Authors of the Archer style are the perfect fit for a long weekend where the weather is poor and you are desperate to forget those things you forgot to do, (but recalled unfortunately later that evening), before you left work for the extended break. A page turning plot, but not too complex that your mind seeking absolute relaxation will be called into further action than to try and pronounce an authors attempt at a foreign name.
Honour Among Thieves turned out to fit that bill perfectly as I lifted it from the shelf for a read. In fact it outdid expectations. The story revolves around simultaneously occurring plot lines where one country's secret agents plot to do harm to their enemies, or find out what harm is planned for another. Archer wrote this book in the early 1990's at the conclusion of the first Gulf War giving the chief protagonists as being the USA (with Bill Clinton as President), Israel (Yitzhak Rabin as Prime Minister) and Iraq (Saddam Hussein as President).
Cover Image thanks to bookdepository.co.uk |
The Iraqis seek the USA's humiliation, the Israelis for blood (Saddam's) and the United States information on what the other two nations are up to. The Iraqis have hatched a plan to steal the USA's Declaration of Independence while at the same time the Israelis plan to assassinate Saddam Hussein. Although predictably these plot lines converge for an expected ending, the book leaves the reader turning to the very end before finding out just how it works.
Archer among others has had instances in free flowing thrillers such as this as leaving the reader hanging until the end, but then wrapping up the story with an impossible turn of events that somehow must be accepted as the end of the story. Honour Among Thieves has not fallen into this trap. The ending is of course improbable (but then so are all the events of this and most novels) but it is worthwhile given the investment of time the reader has put in.

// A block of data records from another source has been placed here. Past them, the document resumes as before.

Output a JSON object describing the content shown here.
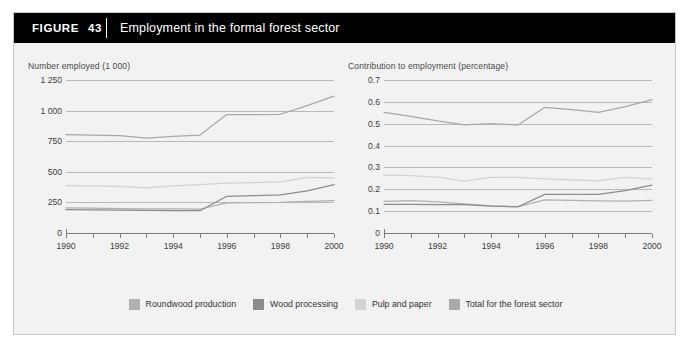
{
  "figure": {
    "badge_label": "FIGURE",
    "badge_number": "43",
    "title": "Employment in the formal forest sector"
  },
  "legend": {
    "items": [
      {
        "label": "Roundwood production",
        "color": "#b0b0b0"
      },
      {
        "label": "Wood processing",
        "color": "#8c8c8c"
      },
      {
        "label": "Pulp and paper",
        "color": "#d2d2d2"
      },
      {
        "label": "Total for the forest sector",
        "color": "#a8a8a8"
      }
    ]
  },
  "chart_data": [
    {
      "type": "line",
      "title": "Number employed (1 000)",
      "xlabel": "",
      "ylabel": "Number employed (1 000)",
      "x": [
        1990,
        1991,
        1992,
        1993,
        1994,
        1995,
        1996,
        1997,
        1998,
        1999,
        2000
      ],
      "xlim": [
        1990,
        2000
      ],
      "ylim": [
        0,
        1250
      ],
      "yticks": [
        0,
        250,
        500,
        750,
        1000,
        1250
      ],
      "ytick_labels": [
        "0",
        "250",
        "500",
        "750",
        "1 000",
        "1 250"
      ],
      "xticks": [
        1990,
        1991,
        1992,
        1993,
        1994,
        1995,
        1996,
        1997,
        1998,
        1999,
        2000
      ],
      "xtick_labels": [
        "1990",
        "",
        "1992",
        "",
        "1994",
        "",
        "1996",
        "",
        "1998",
        "",
        "2000"
      ],
      "grid": true,
      "legend_position": "bottom",
      "series": [
        {
          "name": "Roundwood production",
          "color": "#b0b0b0",
          "values": [
            205,
            203,
            200,
            198,
            197,
            196,
            246,
            248,
            250,
            258,
            265
          ]
        },
        {
          "name": "Wood processing",
          "color": "#8c8c8c",
          "values": [
            190,
            188,
            186,
            184,
            183,
            182,
            300,
            305,
            312,
            345,
            395
          ]
        },
        {
          "name": "Pulp and paper",
          "color": "#d2d2d2",
          "values": [
            388,
            385,
            380,
            368,
            385,
            395,
            408,
            412,
            418,
            455,
            450
          ]
        },
        {
          "name": "Total for the forest sector",
          "color": "#a8a8a8",
          "values": [
            803,
            800,
            795,
            775,
            790,
            800,
            968,
            968,
            970,
            1040,
            1118
          ]
        }
      ]
    },
    {
      "type": "line",
      "title": "Contribution to employment (percentage)",
      "xlabel": "",
      "ylabel": "Contribution to employment (percentage)",
      "x": [
        1990,
        1991,
        1992,
        1993,
        1994,
        1995,
        1996,
        1997,
        1998,
        1999,
        2000
      ],
      "xlim": [
        1990,
        2000
      ],
      "ylim": [
        0,
        0.7
      ],
      "yticks": [
        0,
        0.1,
        0.2,
        0.3,
        0.4,
        0.5,
        0.6,
        0.7
      ],
      "ytick_labels": [
        "0",
        "0.1",
        "0.2",
        "0.3",
        "0.4",
        "0.5",
        "0.6",
        "0.7"
      ],
      "xticks": [
        1990,
        1991,
        1992,
        1993,
        1994,
        1995,
        1996,
        1997,
        1998,
        1999,
        2000
      ],
      "xtick_labels": [
        "1990",
        "",
        "1992",
        "",
        "1994",
        "",
        "1996",
        "",
        "1998",
        "",
        "2000"
      ],
      "grid": true,
      "legend_position": "bottom",
      "series": [
        {
          "name": "Roundwood production",
          "color": "#b0b0b0",
          "values": [
            0.145,
            0.148,
            0.142,
            0.133,
            0.124,
            0.121,
            0.152,
            0.149,
            0.147,
            0.146,
            0.149
          ]
        },
        {
          "name": "Wood processing",
          "color": "#8c8c8c",
          "values": [
            0.131,
            0.131,
            0.13,
            0.13,
            0.123,
            0.12,
            0.177,
            0.177,
            0.177,
            0.194,
            0.219
          ]
        },
        {
          "name": "Pulp and paper",
          "color": "#d2d2d2",
          "values": [
            0.265,
            0.262,
            0.256,
            0.237,
            0.255,
            0.255,
            0.248,
            0.243,
            0.238,
            0.255,
            0.247
          ]
        },
        {
          "name": "Total for the forest sector",
          "color": "#a8a8a8",
          "values": [
            0.552,
            0.534,
            0.513,
            0.495,
            0.501,
            0.494,
            0.575,
            0.564,
            0.552,
            0.578,
            0.61
          ]
        }
      ]
    }
  ]
}
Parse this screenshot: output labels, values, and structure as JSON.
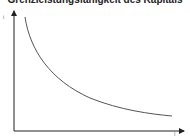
{
  "diagram": {
    "title": "Grenzleistungsfähigkeit des Kapitals",
    "y_axis_label": "i",
    "x_axis_label": "I",
    "curve_description": "downward-sloping convex curve (marginal efficiency of capital)",
    "colors": {
      "axis": "#222222",
      "curve": "#555555",
      "title": "#222222"
    }
  }
}
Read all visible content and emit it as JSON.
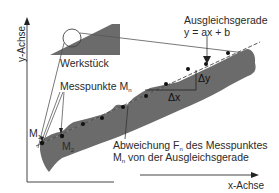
{
  "diagram": {
    "title": "",
    "axes": {
      "x_label": "x-Achse",
      "y_label": "y-Achse"
    },
    "labels": {
      "workpiece": "Werkstück",
      "measure_points": "Messpunkte M",
      "measure_points_sub": "n",
      "m1": "M",
      "m1_sub": "1",
      "m2": "M",
      "m2_sub": "2",
      "fit_line_title": "Ausgleichsgerade",
      "fit_line_eq": "y = ax + b",
      "delta_x": "Δx",
      "delta_y": "Δy",
      "deviation_line1_a": "Abweichung F",
      "deviation_line1_sub": "n",
      "deviation_line1_b": " des Messpunktes",
      "deviation_line2_a": "M",
      "deviation_line2_sub": "n",
      "deviation_line2_b": " von der Ausgleichsgerade"
    },
    "colors": {
      "workpiece_fill": "#6b6b6b",
      "line": "#333333",
      "text": "#2a2a2a",
      "background": "#ffffff"
    }
  }
}
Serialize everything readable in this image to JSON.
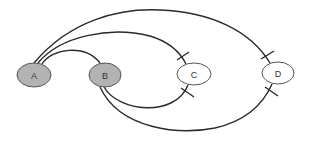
{
  "diagram": {
    "type": "graph",
    "nodes": [
      {
        "id": "A",
        "label": "A",
        "cx": 34,
        "cy": 75,
        "rx": 17,
        "ry": 12,
        "fill": "#b3b3b3"
      },
      {
        "id": "B",
        "label": "B",
        "cx": 105,
        "cy": 75,
        "rx": 16,
        "ry": 12,
        "fill": "#b3b3b3"
      },
      {
        "id": "C",
        "label": "C",
        "cx": 194,
        "cy": 74,
        "rx": 17,
        "ry": 11,
        "fill": "#ffffff"
      },
      {
        "id": "D",
        "label": "D",
        "cx": 278,
        "cy": 73,
        "rx": 16,
        "ry": 11,
        "fill": "#ffffff"
      }
    ],
    "edges": [
      {
        "from": "A",
        "to": "B",
        "marker": "none"
      },
      {
        "from": "A",
        "to": "C",
        "marker": "bar-at-target"
      },
      {
        "from": "A",
        "to": "D",
        "marker": "bar-at-target"
      },
      {
        "from": "B",
        "to": "C",
        "marker": "bar-at-target"
      },
      {
        "from": "B",
        "to": "D",
        "marker": "bar-at-target"
      }
    ],
    "colors": {
      "stroke": "#2a2a2a",
      "filled_node": "#b3b3b3",
      "empty_node": "#ffffff",
      "background": "#ffffff"
    }
  }
}
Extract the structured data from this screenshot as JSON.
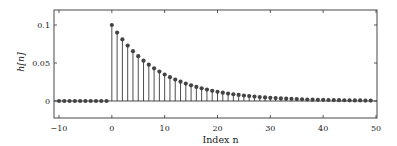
{
  "chart_data": {
    "type": "stem",
    "title": "",
    "xlabel": "Index n",
    "ylabel": "h[n]",
    "xlim": [
      -10,
      50
    ],
    "ylim": [
      -0.02,
      0.12
    ],
    "x_ticks": [
      -10,
      0,
      10,
      20,
      30,
      40,
      50
    ],
    "x_tick_labels": [
      "−10",
      "0",
      "10",
      "20",
      "30",
      "40",
      "50"
    ],
    "y_ticks": [
      0,
      0.05,
      0.1
    ],
    "y_tick_labels": [
      "0",
      "0.05",
      "0.1"
    ],
    "grid": false,
    "legend": null,
    "formula": "h[n] = 0.1 * 0.9^n for n >= 0, else 0",
    "x": [
      -10,
      -9,
      -8,
      -7,
      -6,
      -5,
      -4,
      -3,
      -2,
      -1,
      0,
      1,
      2,
      3,
      4,
      5,
      6,
      7,
      8,
      9,
      10,
      11,
      12,
      13,
      14,
      15,
      16,
      17,
      18,
      19,
      20,
      21,
      22,
      23,
      24,
      25,
      26,
      27,
      28,
      29,
      30,
      31,
      32,
      33,
      34,
      35,
      36,
      37,
      38,
      39,
      40,
      41,
      42,
      43,
      44,
      45,
      46,
      47,
      48,
      49
    ],
    "values": [
      0,
      0,
      0,
      0,
      0,
      0,
      0,
      0,
      0,
      0,
      0.1,
      0.09,
      0.081,
      0.0729,
      0.0656,
      0.059,
      0.0531,
      0.0478,
      0.043,
      0.0387,
      0.0349,
      0.0314,
      0.0282,
      0.0254,
      0.0229,
      0.0206,
      0.0185,
      0.0167,
      0.015,
      0.0135,
      0.0122,
      0.0109,
      0.0098,
      0.0089,
      0.008,
      0.0072,
      0.0065,
      0.0058,
      0.0052,
      0.0047,
      0.0042,
      0.0038,
      0.0034,
      0.0031,
      0.0028,
      0.0025,
      0.0023,
      0.002,
      0.0018,
      0.0016,
      0.0015,
      0.0013,
      0.0012,
      0.0011,
      0.001,
      0.0009,
      0.0008,
      0.0007,
      0.0006,
      0.0006
    ],
    "colors": {
      "stem": "#3a3a3a",
      "marker": "#444444",
      "axes": "#333333",
      "baseline": "#333333"
    }
  }
}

Because there are so many different characters Archer has not tried to give background on each of them too extensively. In such a story he has found the balance right between giving enough information for each, but not overburdening the reader with descriptions of any character in a book where all are equal contributors to the story.
Archer, as is his regular will, does have a passionate love affair written in between the American agent Scott Bradley, and the Israeli agent Hannah Kopec (who just happens to be a former resident of Parisian catwalks). Archer can get carried away with his descriptions of love affairs in his works that border on being perverse rather than helpful to the read, but in this book he gets the balance right. You know there is passion, but you don't need a fifth of the book to know it either.
One of his best and perfect for an entertaining read without excessive mental exertion. Tennis Balls.